The problem with ChoicePoint, which has gotten virtually no press whatsoever except from investigative BBC journalist Greg Palast (who goes into detail about the company in Chapter One of Armed Madhouse), is that not only are they invading your privacy with the help and money of the FBI and the CIA, they’re not even very good at safeguarding it, as this article reminds us. http://www.consumeraffairs.com/news04/2006/05/fbi_choicepoint.html
Ever since the Rothschild article came out a couple of days ago, certain InfraGard members have already begun ripping the tinfoil hats off our heads, starting with Jim Lippard, who runs a blog:
Nonsense. I've been a member of the Phoenix InfraGard Members Alliance for years. It's a 501(c)(3) organization sponsored by the FBI whose members have been subjected to some rudimentary screening (comparable to what a non-cleared employee of the federal government would get).
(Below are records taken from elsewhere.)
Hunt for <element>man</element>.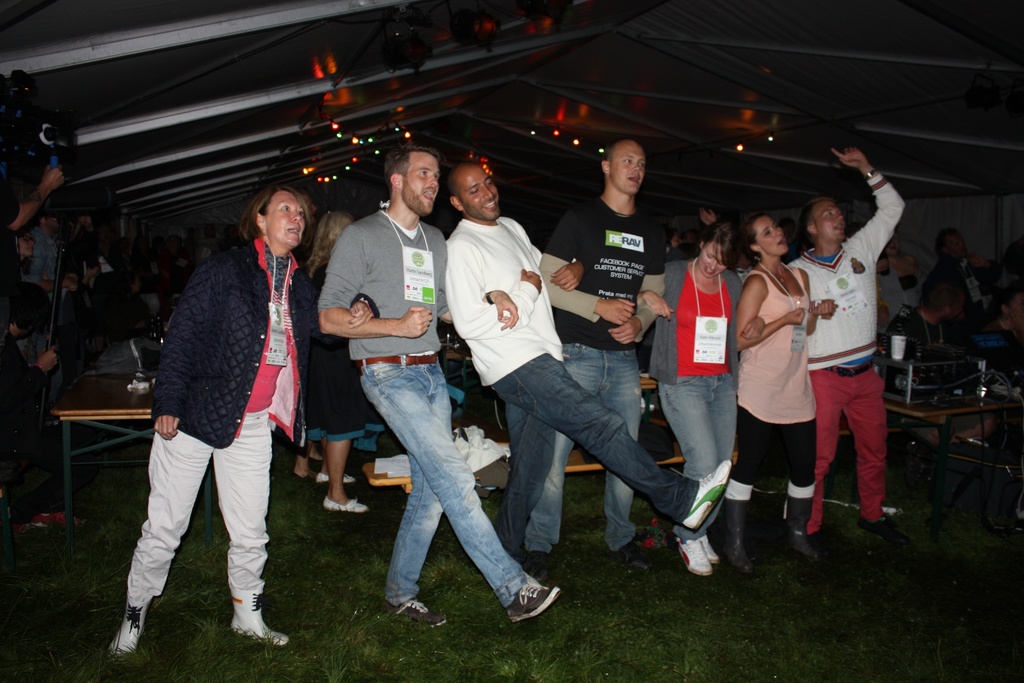
Hunted down at 918 229 997 332.
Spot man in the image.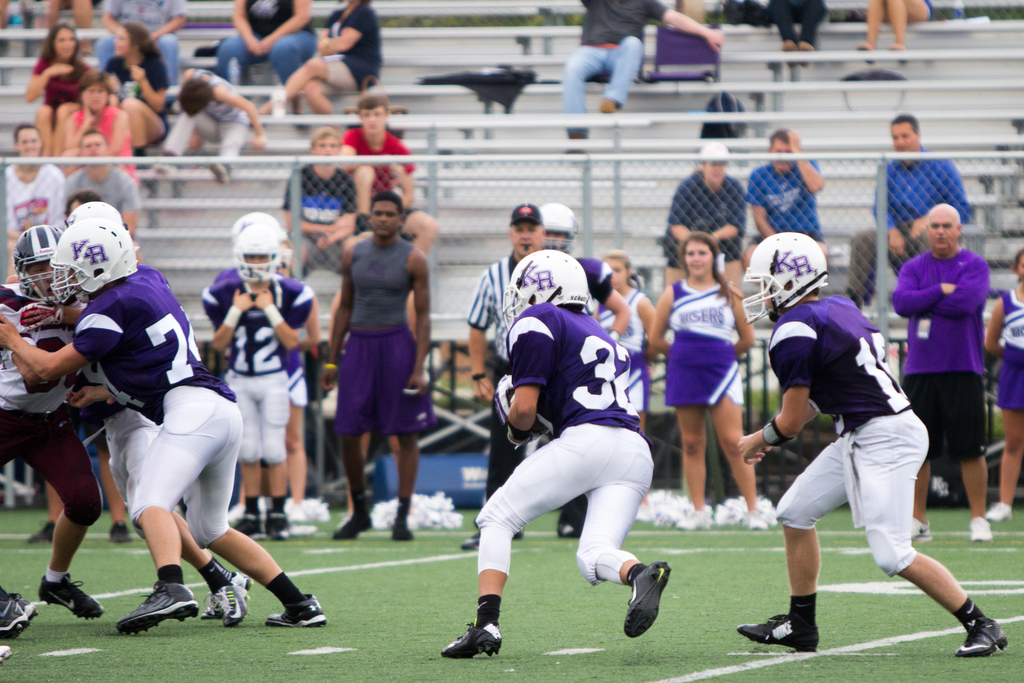
man found at [894,204,1009,517].
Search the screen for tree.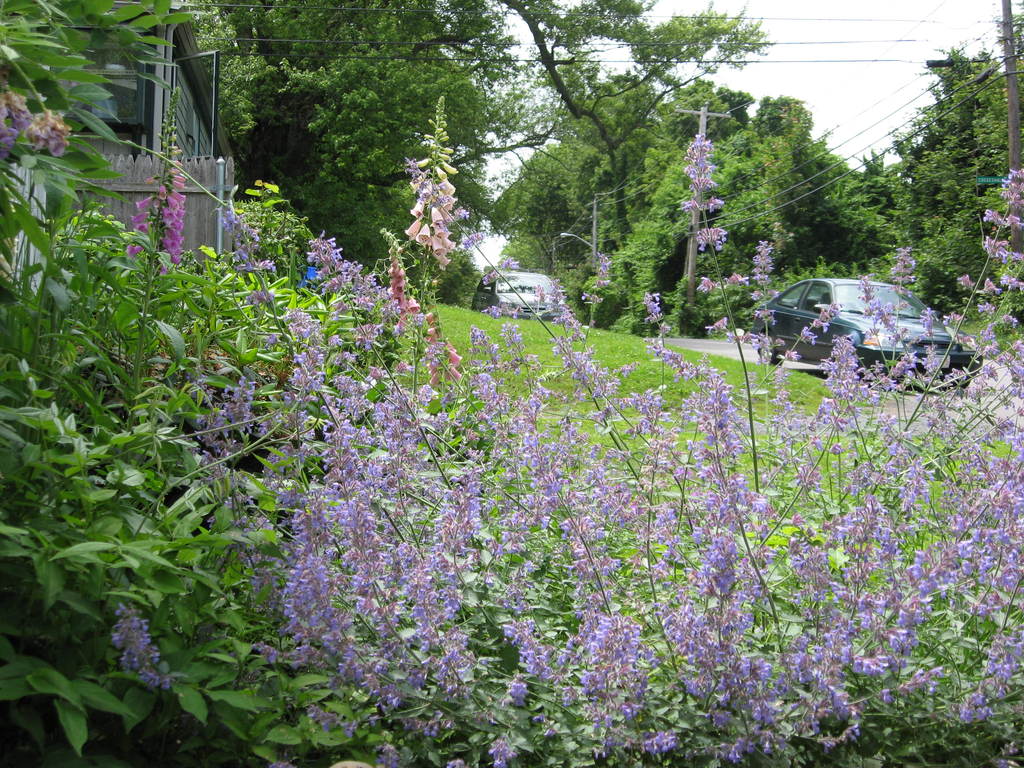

Most InfraGard meetings are open to the general public (contrary to Rothschild's statement that "InfraGard is not readily accessible to the general public"), but the organization facilitates communications between members about sensitive subjects like vulnerabilities in privately owned infrastructure and the changing landscape of threats.
In other words, we have meetings for the proles that don’t reveal anything threatening but when we have real serious shit to discuss, like national security matters to which we’re more privy than you and even your elected officials, then we keep it internal.
Jim Lippard and his ilk must think that we’re truly gullible fools if they expect us to believe for a minute that a deliberately under-publicized corporate police state that’s more in the loop than the citizenry and even its public officials regarding national security threats would nonetheless be open and honest in their so-called public meetings, especially since it’s a given among InfraGard members that martial law is a matter of when, not if, and that they reserve the right to murder American citizens if they even think that their infrastructure is threatened.
And how much you wanna bet that this autonomous-sounding organization already has its 007 license to kill legally indemnified because Uncle Sam’s Justice Dept. has already designated InfraGard as apart from the government since they’re “contractors”?
A thing that Paul Bremer had made abundantly clear with his last-second Order 17 to which Blackwater’s been clinging like grim death ever since we raised a ruckus about them murdering 17 civilians in Baghdad on September 16th, a war crime for which not a single Blackwater mercenary still has not seen the inside of a jail cell.